Developers are speeding up final testing, the Chinese foreign minister said Thursday during a U.N. meeting, as Britain issued approval for emergency use of Pfizer Inc.’s vaccine candidate and providers scrambled to set up distributi­on.

China’s fledgling pharmaceut­ical industry has at least five vaccines from four producers being tested in more than a dozen countries including Russia, Egypt and Mexico. Health experts say even if they are successful, the certificat­ion process for the United States, Europe, Japan and other developed countries might be too complex for them to be used there. However, China said it will ensure the products are affordable for developing countries.

One developer, China National Pharmaceut­ical Group, known as Sinopharm, said in November it applied for final market approval for use of its vaccine in China. Others have been approved for emergency use on health workers and other people deemed at high risk of infection.

“We must be prepared for large-scale production,” said Vice Premier Sun Chunlan, who has overseen much of the country’s response, during a visit Wednesday to developers, according to the official Xinhua News Agency.

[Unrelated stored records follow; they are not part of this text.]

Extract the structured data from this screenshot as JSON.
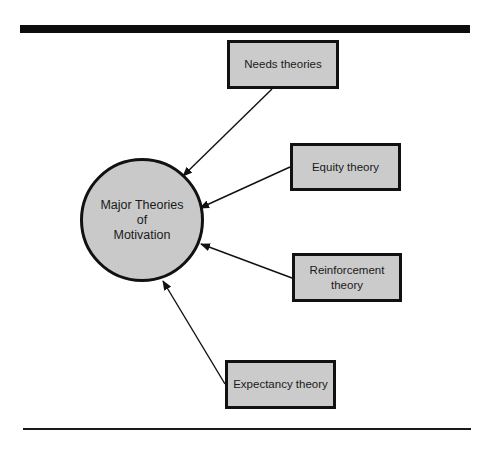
{
  "diagram": {
    "center": {
      "label_lines": [
        "Major Theories",
        "of",
        "Motivation"
      ]
    },
    "theories": [
      {
        "label_lines": [
          "Needs theories"
        ]
      },
      {
        "label_lines": [
          "Equity theory"
        ]
      },
      {
        "label_lines": [
          "Reinforcement",
          "theory"
        ]
      },
      {
        "label_lines": [
          "Expectancy theory"
        ]
      }
    ],
    "colors": {
      "box_fill": "#cbcbcb",
      "circle_fill": "#c9c9c9",
      "stroke": "#111111"
    }
  }
}
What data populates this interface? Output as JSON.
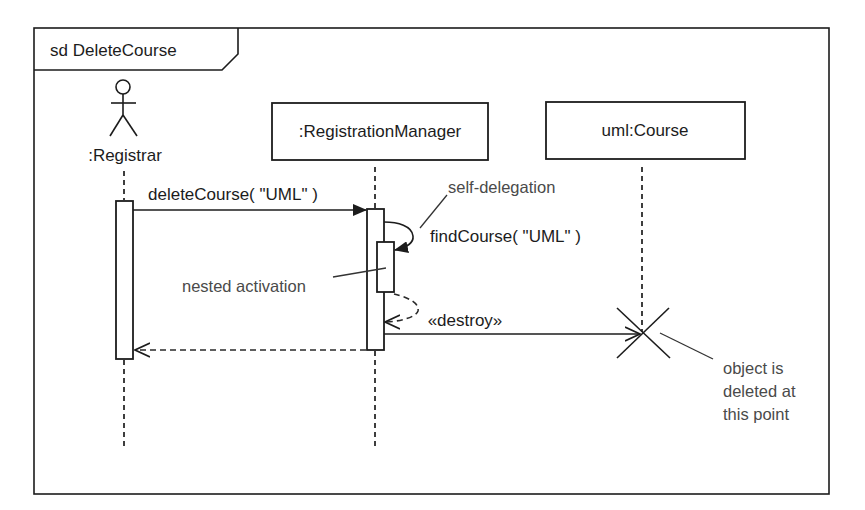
{
  "diagram": {
    "type": "UML sequence diagram",
    "frame": {
      "label": "sd DeleteCourse"
    },
    "lifelines": [
      {
        "id": "registrar",
        "label": ":Registrar",
        "kind": "actor"
      },
      {
        "id": "registration_manager",
        "label": ":RegistrationManager",
        "kind": "object"
      },
      {
        "id": "course",
        "label": "uml:Course",
        "kind": "object"
      }
    ],
    "messages": [
      {
        "from": "registrar",
        "to": "registration_manager",
        "label": "deleteCourse( \"UML\" )",
        "kind": "synchronous"
      },
      {
        "from": "registration_manager",
        "to": "registration_manager",
        "label": "findCourse( \"UML\" )",
        "kind": "self-call"
      },
      {
        "from": "registration_manager",
        "to": "registration_manager",
        "label": "",
        "kind": "self-return"
      },
      {
        "from": "registration_manager",
        "to": "course",
        "label": "«destroy»",
        "kind": "destroy"
      },
      {
        "from": "registration_manager",
        "to": "registrar",
        "label": "",
        "kind": "return"
      }
    ],
    "annotations": {
      "self_delegation": "self-delegation",
      "nested_activation": "nested activation",
      "deleted_line1": "object is",
      "deleted_line2": "deleted at",
      "deleted_line3": "this point"
    },
    "colors": {
      "ink": "#1c1c1c",
      "note_ink": "#4a4a4a",
      "background": "#ffffff"
    }
  }
}
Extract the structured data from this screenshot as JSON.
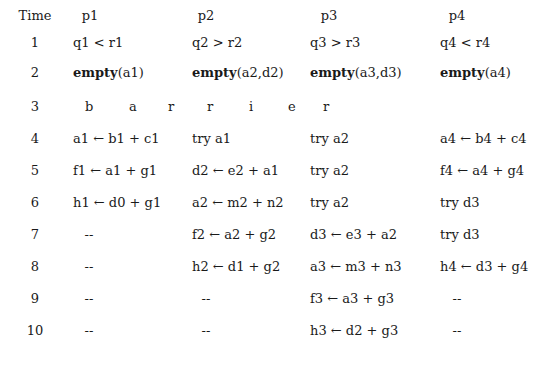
{
  "table": {
    "headers": [
      {
        "label": "Time"
      },
      {
        "base": "p",
        "sub": "1"
      },
      {
        "base": "p",
        "sub": "2"
      },
      {
        "base": "p",
        "sub": "3"
      },
      {
        "base": "p",
        "sub": "4"
      }
    ],
    "rows": [
      {
        "time": "1",
        "cells": [
          [
            {
              "t": "q"
            },
            {
              "s": "1"
            },
            {
              "t": " < r"
            },
            {
              "s": "1"
            }
          ],
          [
            {
              "t": "q"
            },
            {
              "s": "2"
            },
            {
              "t": " > r"
            },
            {
              "s": "2"
            }
          ],
          [
            {
              "t": "q"
            },
            {
              "s": "3"
            },
            {
              "t": " > r"
            },
            {
              "s": "3"
            }
          ],
          [
            {
              "t": "q"
            },
            {
              "s": "4"
            },
            {
              "t": " < r"
            },
            {
              "s": "4"
            }
          ]
        ]
      },
      {
        "time": "2",
        "cells": [
          [
            {
              "b": "empty"
            },
            {
              "t": "(a"
            },
            {
              "s": "1"
            },
            {
              "t": ")"
            }
          ],
          [
            {
              "b": "empty"
            },
            {
              "t": "(a"
            },
            {
              "s": "2"
            },
            {
              "t": ",d"
            },
            {
              "s": "2"
            },
            {
              "t": ")"
            }
          ],
          [
            {
              "b": "empty"
            },
            {
              "t": "(a"
            },
            {
              "s": "3"
            },
            {
              "t": ",d"
            },
            {
              "s": "3"
            },
            {
              "t": ")"
            }
          ],
          [
            {
              "b": "empty"
            },
            {
              "t": "(a"
            },
            {
              "s": "4"
            },
            {
              "t": ")"
            }
          ]
        ]
      },
      {
        "time": "3",
        "barrier": [
          "b",
          "a",
          "r",
          "r",
          "i",
          "e",
          "r"
        ]
      },
      {
        "time": "4",
        "cells": [
          [
            {
              "t": "a"
            },
            {
              "s": "1"
            },
            {
              "t": " ← b"
            },
            {
              "s": "1"
            },
            {
              "t": " +  c"
            },
            {
              "s": "1"
            }
          ],
          [
            {
              "t": "try a"
            },
            {
              "s": "1"
            }
          ],
          [
            {
              "t": "try a"
            },
            {
              "s": "2"
            }
          ],
          [
            {
              "t": "a"
            },
            {
              "s": "4"
            },
            {
              "t": " ← b"
            },
            {
              "s": "4"
            },
            {
              "t": " +  c"
            },
            {
              "s": "4"
            }
          ]
        ]
      },
      {
        "time": "5",
        "cells": [
          [
            {
              "t": "f"
            },
            {
              "s": "1"
            },
            {
              "t": " ← a"
            },
            {
              "s": "1"
            },
            {
              "t": " +  g"
            },
            {
              "s": "1"
            }
          ],
          [
            {
              "t": "d"
            },
            {
              "s": "2"
            },
            {
              "t": " ← e"
            },
            {
              "s": "2"
            },
            {
              "t": " +  a"
            },
            {
              "s": "1"
            }
          ],
          [
            {
              "t": "try a"
            },
            {
              "s": "2"
            }
          ],
          [
            {
              "t": "f"
            },
            {
              "s": "4"
            },
            {
              "t": " ← a"
            },
            {
              "s": "4"
            },
            {
              "t": " +  g"
            },
            {
              "s": "4"
            }
          ]
        ]
      },
      {
        "time": "6",
        "cells": [
          [
            {
              "t": "h"
            },
            {
              "s": "1"
            },
            {
              "t": " ← d"
            },
            {
              "s": "0"
            },
            {
              "t": " +  g"
            },
            {
              "s": "1"
            }
          ],
          [
            {
              "t": "a"
            },
            {
              "s": "2"
            },
            {
              "t": " ← m"
            },
            {
              "s": "2"
            },
            {
              "t": " +  n"
            },
            {
              "s": "2"
            }
          ],
          [
            {
              "t": "try a"
            },
            {
              "s": "2"
            }
          ],
          [
            {
              "t": "try d"
            },
            {
              "s": "3"
            }
          ]
        ]
      },
      {
        "time": "7",
        "cells": [
          [
            {
              "t": "--"
            }
          ],
          [
            {
              "t": "f"
            },
            {
              "s": "2"
            },
            {
              "t": " ← a"
            },
            {
              "s": "2"
            },
            {
              "t": " +  g"
            },
            {
              "s": "2"
            }
          ],
          [
            {
              "t": "d"
            },
            {
              "s": "3"
            },
            {
              "t": " ← e"
            },
            {
              "s": "3"
            },
            {
              "t": " +  a"
            },
            {
              "s": "2"
            }
          ],
          [
            {
              "t": "try d"
            },
            {
              "s": "3"
            }
          ]
        ]
      },
      {
        "time": "8",
        "cells": [
          [
            {
              "t": "--"
            }
          ],
          [
            {
              "t": "h"
            },
            {
              "s": "2"
            },
            {
              "t": " ← d"
            },
            {
              "s": "1"
            },
            {
              "t": " +  g"
            },
            {
              "s": "2"
            }
          ],
          [
            {
              "t": "a"
            },
            {
              "s": "3"
            },
            {
              "t": " ← m"
            },
            {
              "s": "3"
            },
            {
              "t": " +  n"
            },
            {
              "s": "3"
            }
          ],
          [
            {
              "t": "h"
            },
            {
              "s": "4"
            },
            {
              "t": " ← d"
            },
            {
              "s": "3"
            },
            {
              "t": " +  g"
            },
            {
              "s": "4"
            }
          ]
        ]
      },
      {
        "time": "9",
        "cells": [
          [
            {
              "t": "--"
            }
          ],
          [
            {
              "t": "--"
            }
          ],
          [
            {
              "t": "f"
            },
            {
              "s": "3"
            },
            {
              "t": " ← a"
            },
            {
              "s": "3"
            },
            {
              "t": " +  g"
            },
            {
              "s": "3"
            }
          ],
          [
            {
              "t": "--"
            }
          ]
        ]
      },
      {
        "time": "10",
        "cells": [
          [
            {
              "t": "--"
            }
          ],
          [
            {
              "t": "--"
            }
          ],
          [
            {
              "t": "h"
            },
            {
              "s": "3"
            },
            {
              "t": " ← d"
            },
            {
              "s": "2"
            },
            {
              "t": " +  g"
            },
            {
              "s": "3"
            }
          ],
          [
            {
              "t": "--"
            }
          ]
        ]
      }
    ]
  }
}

Sun visited one of Sinopharm’s Beijing subsidiary companies; another producer, Sinovac, and a research lab under the National Medical Products Administra­tion, a regulatory agency that approves medical products for public use.

The government has yet to say how many people it plans to vaccinate. Sun said plans call for vaccinatin­g border personnel and other high-risk population­s this month.

The companies are using more traditiona­l techniques than Western devel oper s.

They say unlike Pfizer’s vaccine, which must be kept frozen at temperatur­es as low as minus 70 degrees Celsius (minus 94 Fahrenheit), theirs can be stored at 2 to 8 C (36 to 46F). The Chinese producers have yet to say how they might be distribute­d.

More than 1 million people in China have received experiment­al vaccines under emergency use approval. Health experts question why China is using them on such a vast scale now that the outbreak is largely under control within its borders.

Health officials previously said China will be able to manufactur­e 610 million doses by the end of this year and ramp up to 1 billion doses next year.

The government of Jiangsu province, where the major city of Nanjing is located, issued a procuremen­t notice for vaccines from Sinovac and Sinopharm on Wednesday for emergency use vacci nat i ons.